Evolution of collective commitment during reconfiguration

In this paper we aim to describe dynamic aspects of social and collective attitudes in teams of agents involved in Cooperative Problem Solving (CPS). Particular attention is given to the strongest motivational attitude, collective commitment, and its evolution during team action. First, building on our previous work, a logical framework is sketched in which all relevant social and collective attitudes are formalized. Two de nitions of collective commitments are given, both based on social plans, but appropriate in di erent contexts, obeying particular properties with respect to the team's organization. Moreover, a dynamic logic component is added to this framework in order to capture the e ects of the complex actions that are involved in the consecutive stages of CPS, namely potential recognition, team formation, plan formation and team action. During team action, the collective commitment leads to the execution of agent-speci c actions. A dynamic and unpredictable environment may, however, cause the failure of some of these actions, or present the agents with new opportunities. The abstract recon guration algorithm, presented in a previous paper, is designed to handle the replanning needed in such situations in an eÆcient way. In this paper, we use the dynamic logic component of the logical framework to describe intended dynamic properties of the team's collective commitment during recon guration.
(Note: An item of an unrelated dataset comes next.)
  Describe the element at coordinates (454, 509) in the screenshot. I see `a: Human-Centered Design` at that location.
[1]  Munindar P. Singh,et al.  A Social Mechanism of Reputation Management in Electronic Communities , 2000, CIA.

[2]  Barbara Dunin-Keplicz,et al.  Collective Intentions , 2002, Fundam. Informaticae.

[3]  Gil Tidhar,et al.  Social and Individual Commitment , 1996, PRICAI Workshop on Intelligent Agent Systems.
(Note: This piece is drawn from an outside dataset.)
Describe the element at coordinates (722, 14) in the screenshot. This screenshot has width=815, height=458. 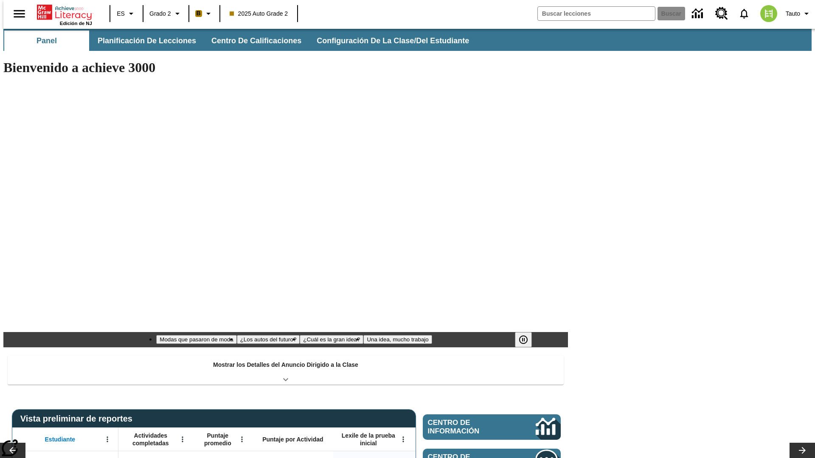
I see `a: Centro de recursos, Se abrirá en una pestaña nueva.` at that location.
[4]  Diego Gambetta Can We Trust Trust , 2000 .

[5]  Natalie S. Glance,et al.  Knowledge Pump: Supporting the Flow and Use of Knowledge , 1998 .

[6]  Barbara Dunin-Keplicz,et al.  The role of dialogue in collective problem solving , 2000 .

[7]  S. Griffis EDITOR , 1997, Journal of Navigation.

[8]  Ronald Fagin,et al.  Reasoning about knowledge , 1995 .

[9]  Rino Falcone,et al.  Principles of trust for MAS: cognitive anatomy, social importance, and quantification , 1998, Proceedings International Conference on Multi Agent Systems (Cat. No.98EX160).

[10]  Barbara Dunin-Keplicz,et al.  A reconfiguration algorithm for distributed problem solving , 2001 .

[11]  Rineke,et al.  Collective Commitments , 2001 .

[12]  C. Sierra,et al.  REGRET: A reputation model for gregarious societies , 2001 .

[13]  Cristiano Castelfranchi,et al.  Commitments: From Individual Intentions to Groups and Organizations , 1995, ICMAS.

[14]  Tad Hogg,et al.  Cooperative Problem solving , 1992, Computation: The Micro and the Macro View.

[15]  Catholijn M. Jonker,et al.  Formal Analysis of Models for the Dynamics of Trust Based on Experiences , 1999, MAAMAW.

[16]  Josep Lluís de la Rosa i Esteva,et al.  Opinion-Based Filtering through Trust , 2002, CIA.

[17]  Luc Steels,et al.  Grounding adaptive language games in robotic agents , 1997 .

[18]  Barbara Dunin-Keplicz,et al.  Collective Motivational Attitudes in Cooperative Problem Solving , 1999, CEEMAS.